SOME BOOKS OF THE WEEK.
[Under this heading we notice such Books of the week aa have not been reserved for review in inker forme.]
The Minority Report of the Poor Law Commission of 1909. Edited by Mr. and Mrs. Sidney Webb. 2 vols., (Longmaus and Co. 12s. (3d. net.)—We have already dealt with the minority Report of the Poor Law Commission. We may notice here its non-official publication in two handsome and well-printed volumes. The Report is edited and prefaced with introductions by Mr. and Mrs. Webb. The introductions, however, do not call for any special comment, except in one particular. Mr. and Mrs. Webb point out that the minority of the Commissioners protest against the terms in which the majority have thought fit to speak of the Poor Law Guardians of England arid Wales. " We see no warrant," they tell ne, "for such a description of the 646 Boards of Guardians, or of their 24,000 members." They proceed to a strong eulogy of the Guardians and the work accomplished by them. One might have thought from this eulogy that the minority Report did not advocate the abolition of the Guardians. Tot, as a matter of fact, the essential point about the minority as about the majority Report is the recommendation of the abolition of the Guardian.. Take, next, the passages dealing with the Guardians to be found in the minority Report. They contain such sentences as the following : "The Guardians themselves, Jealous of the officers and their powers, and keenly alive to the electoral advantages of being able to oblige individuals and to obtain a reputation for sympathy with the poor in whole neighbourheode, are naturally altogether on the side of popular sentiment in the matter." Again, the minority Report euotes, and, as the context indicates, with approval, the statement of a witness that "each Guardian's attention is attracted only by cases from his own pariah, and too frequently it is turned, during the rest of the time occupied with the relief lists, to other matters, to the loss of silence or orderly procedure." Guardians delighted by the irxtrerlpet,i0n will, we fear, experience a feeling of dia. appointment when they turn to the text.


[Work to complete]: Transcribe the data that follows. Match it character for character.

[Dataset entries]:

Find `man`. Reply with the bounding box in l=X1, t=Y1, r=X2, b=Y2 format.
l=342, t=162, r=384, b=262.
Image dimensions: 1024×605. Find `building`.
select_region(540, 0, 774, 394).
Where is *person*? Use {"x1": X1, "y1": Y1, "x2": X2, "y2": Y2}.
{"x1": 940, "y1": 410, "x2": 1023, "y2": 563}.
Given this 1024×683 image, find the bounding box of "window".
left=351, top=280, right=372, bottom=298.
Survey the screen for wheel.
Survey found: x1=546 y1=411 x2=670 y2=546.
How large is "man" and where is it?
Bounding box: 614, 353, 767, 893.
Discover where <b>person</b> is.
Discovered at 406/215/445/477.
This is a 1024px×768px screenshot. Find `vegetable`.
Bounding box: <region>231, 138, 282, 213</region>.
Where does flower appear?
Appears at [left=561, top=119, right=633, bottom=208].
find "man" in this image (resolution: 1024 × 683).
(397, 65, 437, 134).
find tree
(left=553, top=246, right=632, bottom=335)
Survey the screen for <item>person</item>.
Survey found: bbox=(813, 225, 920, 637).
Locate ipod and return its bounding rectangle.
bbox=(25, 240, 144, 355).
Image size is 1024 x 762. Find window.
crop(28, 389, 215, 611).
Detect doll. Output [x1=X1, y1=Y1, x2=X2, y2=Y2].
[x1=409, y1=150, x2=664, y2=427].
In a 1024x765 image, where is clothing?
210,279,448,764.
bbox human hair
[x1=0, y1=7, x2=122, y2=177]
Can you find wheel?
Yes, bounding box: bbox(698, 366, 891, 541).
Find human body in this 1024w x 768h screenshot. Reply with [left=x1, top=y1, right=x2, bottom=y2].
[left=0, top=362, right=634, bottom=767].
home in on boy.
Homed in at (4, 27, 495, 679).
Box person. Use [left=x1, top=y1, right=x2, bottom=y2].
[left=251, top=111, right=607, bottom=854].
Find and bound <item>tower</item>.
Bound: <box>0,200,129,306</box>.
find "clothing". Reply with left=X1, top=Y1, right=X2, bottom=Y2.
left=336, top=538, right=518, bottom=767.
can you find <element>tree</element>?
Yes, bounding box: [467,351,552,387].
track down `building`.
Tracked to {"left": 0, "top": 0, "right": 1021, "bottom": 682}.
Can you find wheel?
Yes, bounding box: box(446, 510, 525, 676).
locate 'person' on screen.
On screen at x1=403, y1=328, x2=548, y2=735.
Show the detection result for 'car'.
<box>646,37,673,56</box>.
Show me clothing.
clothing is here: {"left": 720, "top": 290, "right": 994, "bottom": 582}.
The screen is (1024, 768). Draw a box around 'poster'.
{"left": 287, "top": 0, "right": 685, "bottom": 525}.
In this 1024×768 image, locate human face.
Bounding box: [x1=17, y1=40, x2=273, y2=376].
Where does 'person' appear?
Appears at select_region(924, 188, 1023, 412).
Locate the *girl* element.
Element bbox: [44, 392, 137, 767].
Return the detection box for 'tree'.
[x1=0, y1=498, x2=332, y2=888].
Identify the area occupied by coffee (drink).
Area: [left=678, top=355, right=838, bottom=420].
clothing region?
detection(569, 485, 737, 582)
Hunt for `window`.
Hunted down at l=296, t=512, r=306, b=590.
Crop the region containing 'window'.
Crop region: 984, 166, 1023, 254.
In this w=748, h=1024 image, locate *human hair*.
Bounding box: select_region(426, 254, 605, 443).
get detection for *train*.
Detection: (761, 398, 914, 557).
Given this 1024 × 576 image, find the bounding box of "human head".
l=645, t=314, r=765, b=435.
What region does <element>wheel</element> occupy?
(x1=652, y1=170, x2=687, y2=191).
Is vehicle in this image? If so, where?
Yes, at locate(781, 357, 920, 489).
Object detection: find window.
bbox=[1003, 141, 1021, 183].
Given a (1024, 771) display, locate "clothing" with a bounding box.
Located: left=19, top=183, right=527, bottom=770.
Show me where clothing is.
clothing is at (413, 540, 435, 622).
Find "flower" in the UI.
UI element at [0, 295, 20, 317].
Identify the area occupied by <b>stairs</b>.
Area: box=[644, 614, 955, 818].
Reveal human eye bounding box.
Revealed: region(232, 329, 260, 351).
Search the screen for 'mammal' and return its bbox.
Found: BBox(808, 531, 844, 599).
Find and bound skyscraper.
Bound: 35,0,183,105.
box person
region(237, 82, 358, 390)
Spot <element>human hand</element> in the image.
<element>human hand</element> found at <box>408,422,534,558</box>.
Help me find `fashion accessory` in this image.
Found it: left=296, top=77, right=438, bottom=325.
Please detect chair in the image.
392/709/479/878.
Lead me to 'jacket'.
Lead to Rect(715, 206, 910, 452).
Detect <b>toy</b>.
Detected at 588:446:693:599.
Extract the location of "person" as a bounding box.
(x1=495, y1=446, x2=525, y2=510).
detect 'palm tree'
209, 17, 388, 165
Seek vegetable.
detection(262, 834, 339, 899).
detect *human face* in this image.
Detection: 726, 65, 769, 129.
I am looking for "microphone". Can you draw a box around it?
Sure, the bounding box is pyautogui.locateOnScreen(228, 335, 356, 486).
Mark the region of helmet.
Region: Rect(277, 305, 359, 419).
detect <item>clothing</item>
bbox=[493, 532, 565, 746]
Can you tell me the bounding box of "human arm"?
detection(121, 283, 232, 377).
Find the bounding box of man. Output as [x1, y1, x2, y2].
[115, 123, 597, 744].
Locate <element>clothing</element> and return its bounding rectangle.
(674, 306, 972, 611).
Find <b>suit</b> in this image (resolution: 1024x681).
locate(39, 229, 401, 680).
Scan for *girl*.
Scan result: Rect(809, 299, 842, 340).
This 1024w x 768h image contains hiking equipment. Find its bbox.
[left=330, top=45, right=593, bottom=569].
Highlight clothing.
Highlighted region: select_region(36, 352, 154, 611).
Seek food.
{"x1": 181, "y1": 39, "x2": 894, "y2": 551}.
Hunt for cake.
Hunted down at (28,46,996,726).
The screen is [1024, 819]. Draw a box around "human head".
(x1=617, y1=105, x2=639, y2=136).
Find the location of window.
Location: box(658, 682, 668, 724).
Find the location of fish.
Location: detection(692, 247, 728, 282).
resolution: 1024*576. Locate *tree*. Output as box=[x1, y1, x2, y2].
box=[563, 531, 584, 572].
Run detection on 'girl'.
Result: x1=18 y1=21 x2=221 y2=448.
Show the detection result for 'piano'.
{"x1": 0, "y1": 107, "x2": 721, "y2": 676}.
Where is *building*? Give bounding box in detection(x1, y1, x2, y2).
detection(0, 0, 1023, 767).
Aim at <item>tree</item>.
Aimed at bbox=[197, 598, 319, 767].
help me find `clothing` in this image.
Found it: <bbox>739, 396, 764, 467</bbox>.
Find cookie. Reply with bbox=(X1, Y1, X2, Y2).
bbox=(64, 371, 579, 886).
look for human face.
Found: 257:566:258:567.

[Finished task]:
Find `man`. Reply with the bounding box in l=X1, t=Y1, r=X2, b=Y2 format.
l=342, t=162, r=384, b=262.
Image dimensions: 1024×605. Find `building`.
select_region(540, 0, 774, 394).
Where is *person*? Use {"x1": X1, "y1": Y1, "x2": X2, "y2": Y2}.
{"x1": 940, "y1": 410, "x2": 1023, "y2": 563}.
Given this 1024×683 image, find the bounding box of "window".
left=351, top=280, right=372, bottom=298.
Survey the screen for wheel.
Survey found: x1=546 y1=411 x2=670 y2=546.
How large is "man" and where is it?
Bounding box: 614, 353, 767, 893.
Discover where <b>person</b> is.
Discovered at 406/215/445/477.
This is a 1024px×768px screenshot. Find `vegetable`.
Bounding box: <region>231, 138, 282, 213</region>.
Where does flower appear?
Appears at [left=561, top=119, right=633, bottom=208].
find "man" in this image (resolution: 1024 × 683).
(397, 65, 437, 134).
find tree
(left=553, top=246, right=632, bottom=335)
Survey the screen for <item>person</item>.
Survey found: bbox=(813, 225, 920, 637).
Locate ipod and return its bounding rectangle.
bbox=(25, 240, 144, 355).
Image size is 1024 x 762. Find window.
crop(28, 389, 215, 611).
Detect doll. Output [x1=X1, y1=Y1, x2=X2, y2=Y2].
[x1=409, y1=150, x2=664, y2=427].
In a 1024x765 image, where is clothing?
210,279,448,764.
bbox human hair
[x1=0, y1=7, x2=122, y2=177]
Can you find wheel?
Yes, bounding box: bbox(698, 366, 891, 541).
Find human body in this 1024w x 768h screenshot. Reply with [left=x1, top=y1, right=x2, bottom=y2].
[left=0, top=362, right=634, bottom=767].
home in on boy.
Homed in at (4, 27, 495, 679).
Box person. Use [left=x1, top=y1, right=x2, bottom=y2].
[left=251, top=111, right=607, bottom=854].
Find and bound <item>tower</item>.
Bound: <box>0,200,129,306</box>.
find "clothing". Reply with left=X1, top=Y1, right=X2, bottom=Y2.
left=336, top=538, right=518, bottom=767.
can you find <element>tree</element>?
Yes, bounding box: [467,351,552,387].
track down `building`.
Tracked to {"left": 0, "top": 0, "right": 1021, "bottom": 682}.
Can you find wheel?
Yes, bounding box: box(446, 510, 525, 676).
locate 'person' on screen.
On screen at x1=403, y1=328, x2=548, y2=735.
Show the detection result for 'car'.
<box>646,37,673,56</box>.
Show me clothing.
clothing is here: {"left": 720, "top": 290, "right": 994, "bottom": 582}.
The screen is (1024, 768). Draw a box around 'poster'.
{"left": 287, "top": 0, "right": 685, "bottom": 525}.
In this 1024×768 image, locate human face.
Bounding box: [x1=17, y1=40, x2=273, y2=376].
Where does 'person' appear?
Appears at select_region(924, 188, 1023, 412).
Locate the *girl* element.
Element bbox: [44, 392, 137, 767].
Return the detection box for 'tree'.
[x1=0, y1=498, x2=332, y2=888].
Identify the area occupied by coffee (drink).
Area: [left=678, top=355, right=838, bottom=420].
clothing region?
detection(569, 485, 737, 582)
Hunt for `window`.
Hunted down at l=296, t=512, r=306, b=590.
Crop the region containing 'window'.
Crop region: 984, 166, 1023, 254.
In this w=748, h=1024 image, locate *human hair*.
Bounding box: select_region(426, 254, 605, 443).
get detection for *train*.
Detection: (761, 398, 914, 557).
Given this 1024 × 576 image, find the bounding box of "human head".
l=645, t=314, r=765, b=435.
What region does <element>wheel</element> occupy?
(x1=652, y1=170, x2=687, y2=191).
Is vehicle in this image? If so, where?
Yes, at locate(781, 357, 920, 489).
Object detection: find window.
bbox=[1003, 141, 1021, 183].
Given a (1024, 771) display, locate "clothing" with a bounding box.
Located: left=19, top=183, right=527, bottom=770.
Show me where clothing is.
clothing is at (413, 540, 435, 622).
Find "flower" in the UI.
UI element at [0, 295, 20, 317].
Identify the area occupied by <b>stairs</b>.
Area: box=[644, 614, 955, 818].
Reveal human eye bounding box.
Revealed: region(232, 329, 260, 351).
Search the screen for 'mammal' and return its bbox.
Found: BBox(808, 531, 844, 599).
Find and bound skyscraper.
Bound: 35,0,183,105.
box person
region(237, 82, 358, 390)
Spot <element>human hand</element> in the image.
<element>human hand</element> found at <box>408,422,534,558</box>.
Help me find `fashion accessory` in this image.
Found it: left=296, top=77, right=438, bottom=325.
Please detect chair in the image.
392/709/479/878.
Lead me to 'jacket'.
Lead to Rect(715, 206, 910, 452).
Detect <b>toy</b>.
Detected at 588:446:693:599.
Extract the location of "person" as a bounding box.
(x1=495, y1=446, x2=525, y2=510).
detect 'palm tree'
209, 17, 388, 165
Seek vegetable.
detection(262, 834, 339, 899).
detect *human face* in this image.
Detection: 726, 65, 769, 129.
I am looking for "microphone". Can you draw a box around it?
Sure, the bounding box is pyautogui.locateOnScreen(228, 335, 356, 486).
Mark the region of helmet.
Region: Rect(277, 305, 359, 419).
detect <item>clothing</item>
bbox=[493, 532, 565, 746]
Can you tell me the bounding box of "human arm"?
detection(121, 283, 232, 377).
Find the bounding box of man. Output as [x1, y1, x2, y2].
[115, 123, 597, 744].
Locate <element>clothing</element> and return its bounding rectangle.
(674, 306, 972, 611).
Find <b>suit</b> in this image (resolution: 1024x681).
locate(39, 229, 401, 680).
Scan for *girl*.
Scan result: Rect(809, 299, 842, 340).
This 1024w x 768h image contains hiking equipment. Find its bbox.
[left=330, top=45, right=593, bottom=569].
Highlight clothing.
Highlighted region: select_region(36, 352, 154, 611).
Seek food.
{"x1": 181, "y1": 39, "x2": 894, "y2": 551}.
Hunt for cake.
Hunted down at (28,46,996,726).
The screen is [1024, 819]. Draw a box around "human head".
(x1=617, y1=105, x2=639, y2=136).
Find the location of window.
Location: box(658, 682, 668, 724).
Find the location of fish.
Location: detection(692, 247, 728, 282).
resolution: 1024*576. Locate *tree*. Output as box=[x1, y1, x2, y2].
box=[563, 531, 584, 572].
Run detection on 'girl'.
Result: x1=18 y1=21 x2=221 y2=448.
Show the detection result for 'piano'.
{"x1": 0, "y1": 107, "x2": 721, "y2": 676}.
Where is *building*? Give bounding box in detection(x1, y1, x2, y2).
detection(0, 0, 1023, 767).
Aim at <item>tree</item>.
Aimed at bbox=[197, 598, 319, 767].
help me find `clothing` in this image.
Found it: <bbox>739, 396, 764, 467</bbox>.
Find cookie. Reply with bbox=(X1, Y1, X2, Y2).
bbox=(64, 371, 579, 886).
look for human face.
Found: 257:566:258:567.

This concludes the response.